“People of goodwill and passion can change the course of the future.” The most important part of that quote is the word “goodwill”, as it represents something more, often signifying friendly, helpful, or cooperative feelings or attitude. Goodwill is also the key driver behind the skill of being able to convert and to bring people together, and it is important to move away from the thinking that people are actively programmed “follow” to the thinking that people are actively programmed to actively engage and collaborate.
If there was one key barrier that holds people from getting back on track it might be best described as the emotion of “shame”. If that is the case, then the two questions that need to be asked are how do we make people feel that they will not be ashamed if they admit that they have been viewing the world through the wrong lens, and under what conditions will people think about why they did what they did. It might start with everyone coming to terms with two hard truths; that most people are way better than they get credit for, and that people can either work to find the best in others or they can wait for the worst to manifest in them.
Perhaps the first step of converting starts with not making people feel bad for what they have not done and, instead, making them aware of what they could do and supporting them for who they can be. Yet, there is an early challenge that is guaranteed to arise, and it is to do with the realization that nobody is wrong all the time. So, if someone is occasionally right then it is important to be able to answer them. Perhaps that can be done by listening and being a subject matter expert, but it also helps if a person is zealous about everything they do, and do it big. Whatever it takes, everyone should feel obligated to help people transition out of denial.
If anything, the social sciences have contributed to our understanding as to how information gets absorbed through the prism of a person’s own beliefs, experiences, and needs. These might result in people having closed-minded views on matters like immigration matters, religious matters, reproductive matters, political matters and more, and it has contributed to individuals thinking of greatness and pride as the ability to choke out others and to push them around. In reality, this thinking has been allowed to go unaddressed and individuals have conflated it with patriotism, and these hazardous thoughts have given way to actions that have the opposite effect. Precisely for these reasons, who people listen to, what people read, and most importantly who people look up to for their version of “hope” matters.
Individual. Individuals.
An excerpt from Michael Eric Dyson’s book on Jay-Z titled Jay-Z: Made in America, there are two sentences that illustrate and connect the idea of being a converter with hope. “Those who are in a position to hustle, to climb and strive because of education, find hope and inspiration to excel in their realms of pursuit because of Lebron and Jay’s narratives of success. Those who are left behind in poor neighborhoods project their desires and pin their hopes on those who escape.” Someone like a Lebron or Jay-Z, who represent hope for so many people, have the power to convert and help people overcome their plaguing circumstances, like poverty, social dislocation, gang warfare, and so much more. And that same hope can lead individuals toward building, doing, go-getting, dreaming, working hard, inventing, organizing, engineering, and so much more. Maybe the best answer to “how does one covert?”, might be by being an extraordinary cooperator and by being able to connect with people from all walks of life, and by leveraging genuine optimism to optimistically guide others and to help them believe that anything is possible.

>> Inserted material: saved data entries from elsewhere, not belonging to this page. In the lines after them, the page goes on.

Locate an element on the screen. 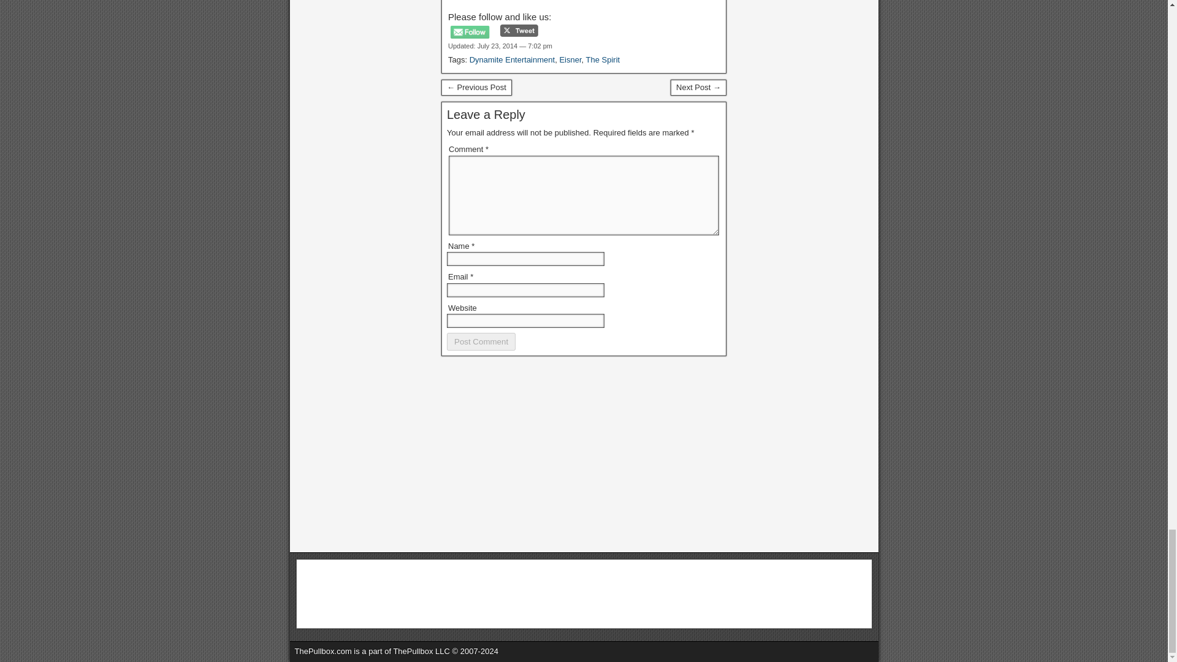 The width and height of the screenshot is (1177, 662). Tweet is located at coordinates (519, 31).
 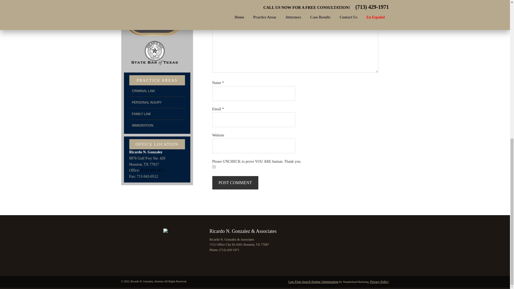 I want to click on CRIMINAL LAW, so click(x=156, y=91).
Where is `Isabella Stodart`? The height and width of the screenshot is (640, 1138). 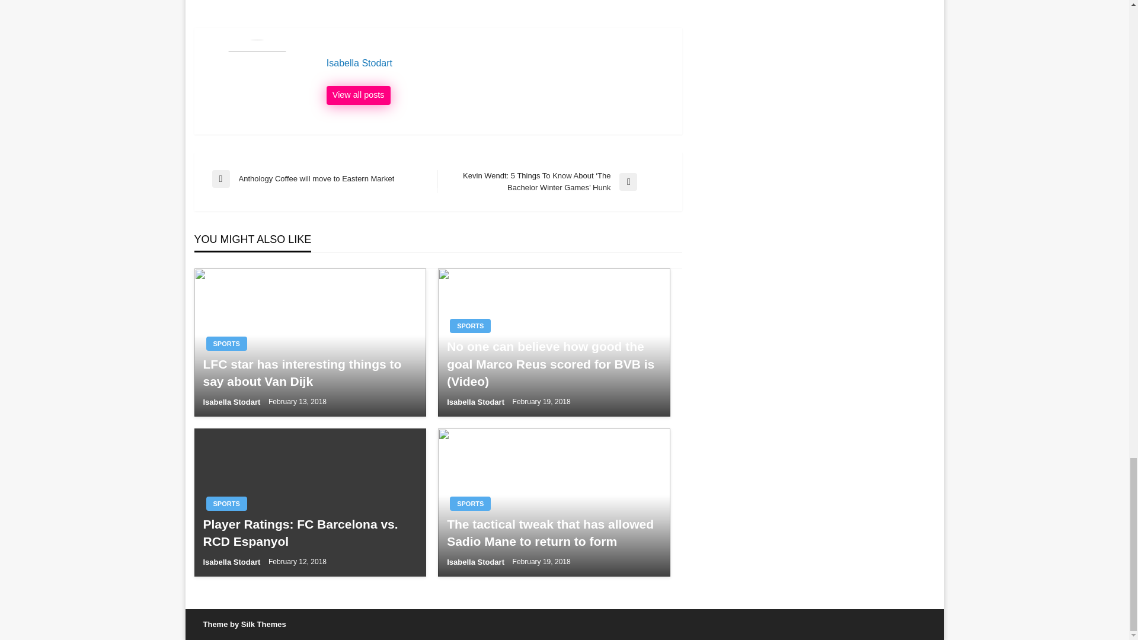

The difference between the existence of bad thinking and the absence of better thinking is the difference between unhealthy and healthy societies. The key identifying features of healthy societies are that they are both helpful and educative societies. What further separates healthy societies from unhealthy societies is that they are societies that share the future and that help people to understand that they are better off because they work together for a shared purpose, and that the people in a healthy society never forget hope, which is often tied back to converters.
Being able to convert is what the ambiguous label of the “it factor” attempts to describe. The “it factor” is often described as being an innate ability when it is in fact a learned skill with many components to it, which is what makes it rare. Converters stand out because they have become masters at causing individuals to experience cognitive dissonance, by getting them to behave in ways that they normally would not. That causes a clash of conflicting values, attitudes, and beliefs, and it can lead towards a positive recalibration of sorts, because nobody wants to be uncertain about the most important aspects about themselves. Then with a sprinkle of some positive reaffirmations and with sensitive understanding while also removing any judgemental qualities, not being cynical about looking for the good in a person can result in a shared discovery of exactly that.